PLV
PLV

Reputation: 111

XGBoost and sparse matrix

I am trying to use xgboost to run -using python - on a classification problem, where I have the data in a numpy matrix X (rows = observations & columns = features) and the labels in a numpy array y. Because my data are sparse, I would like to make it run using a sparse version of X, but it seems I am missing something as an error occurs.

Here is what I do :

# Library import

import numpy as np
import xgboost as xgb
from xgboost.sklearn import XGBClassifier
from scipy.sparse import csr_matrix

# Converting to sparse data and running xgboost

X_csr = csr_matrix(X)
xgb1 = XGBClassifier()
xgtrain = xgb.DMatrix(X_csr, label = y )      #to work with the xgb format
xgtest = xgb.DMatrix(Xtest_csr)
xgb1.fit(xgtrain, y, eval_metric='auc')
dtrain_predictions = xgb1.predict(xgtest)   

etc...

Now I get an error when trying to fit the classifier :

File ".../xgboost/python-package/xgboost/sklearn.py", line 432, in fit
self._features_count = X.shape[1]

AttributeError: 'DMatrix' object has no attribute 'shape'

Now, I looked for a while on where it could come from, and believe it has to do with the sparse format I wish to use. But what it is, and how I could fix it, I have no clue.

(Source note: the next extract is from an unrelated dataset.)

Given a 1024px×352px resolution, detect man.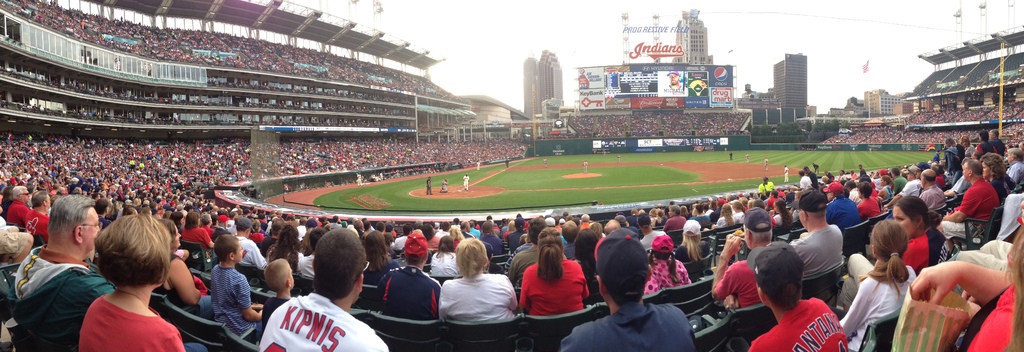
Rect(561, 220, 579, 260).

I would welcome any help or comments ! Thank you very much

Upvotes: 9

Views: 18624

Answers (4)

volker238
volker238

Reputation: 2260

I prefer to use the XGBoost training wrapper as opposed to the XGBoost sklearn wrapper. You can create a classifier as follows:

params = {
    # I'm assuming you are doing binary classification
    'objective':'binary:logistic'
    # any other training params here
    # full parameter list here https://github.com/dmlc/xgboost/blob/master/doc/parameter.md
}
booster = xgb.train(params, xgtrain, metrics=['auc'])

This API also has a builtin cross validation xgb.cv that works much better with XGBoost.

https://xgboost.readthedocs.io/en/stable/python/python_api.html#xgboost.cv https://xgboost.readthedocs.io/en/stable/python/examples/cross_validation.html

Tons more examples here https://github.com/dmlc/xgboost/tree/master/demo/guide-python

Hope this helps.

Upvotes: 1

Amey Laddad
Amey Laddad

Reputation: 11

Upvotes: 1

A.A.
A.A.

Reputation: 91

You are using the xgboost scikit-learn API (http://xgboost.readthedocs.io/en/latest/python/python_api.html#module-xgboost.sklearn), so you don't need to convert your data to a DMatrix to fit the XGBClassifier(). Just removing the line

xgtrain = xgb.DMatrix(X_csr, label = y )

should work:

type(X_csr) #scipy.sparse.csr.csr_matrix
type(y) #numpy.ndarray
xgb1 = xgb.XGBClassifier()
xgb1.fit(X_csr, y)

which outputs:

XGBClassifier(base_score=0.5, colsample_bylevel=1, colsample_bytree=1,
   gamma=0, learning_rate=0.1, max_delta_step=0, max_depth=3,
   min_child_weight=1, missing=None, n_estimators=100, nthread=-1,
   objective='binary:logistic', reg_alpha=0, reg_lambda=1,
   scale_pos_weight=1, seed=0, silent=True, subsample=1)

Upvotes: 8

hpaulj
hpaulj

Reputation: 231425

X_csr = csr_matrix(X) has many of the same properties as X, including .shape. But it is not a subclass, and not a drop in replacement. The code needs to be 'sparse-aware'. sklearn qualifies; in fact it adds a number of its own fast sparse utility functions.

But I don't know how well the xgb handles sparse matrices, nor how it plays with sklearn.

Assuming the problem is with xgtrain, you need to look at its type and properties. How does it compare with the one made with xgb.DMatrix(X, label = y )?

If you want help from some one who isn't already an xgboost user, you'll have to provide a lot more information about the objects in your code.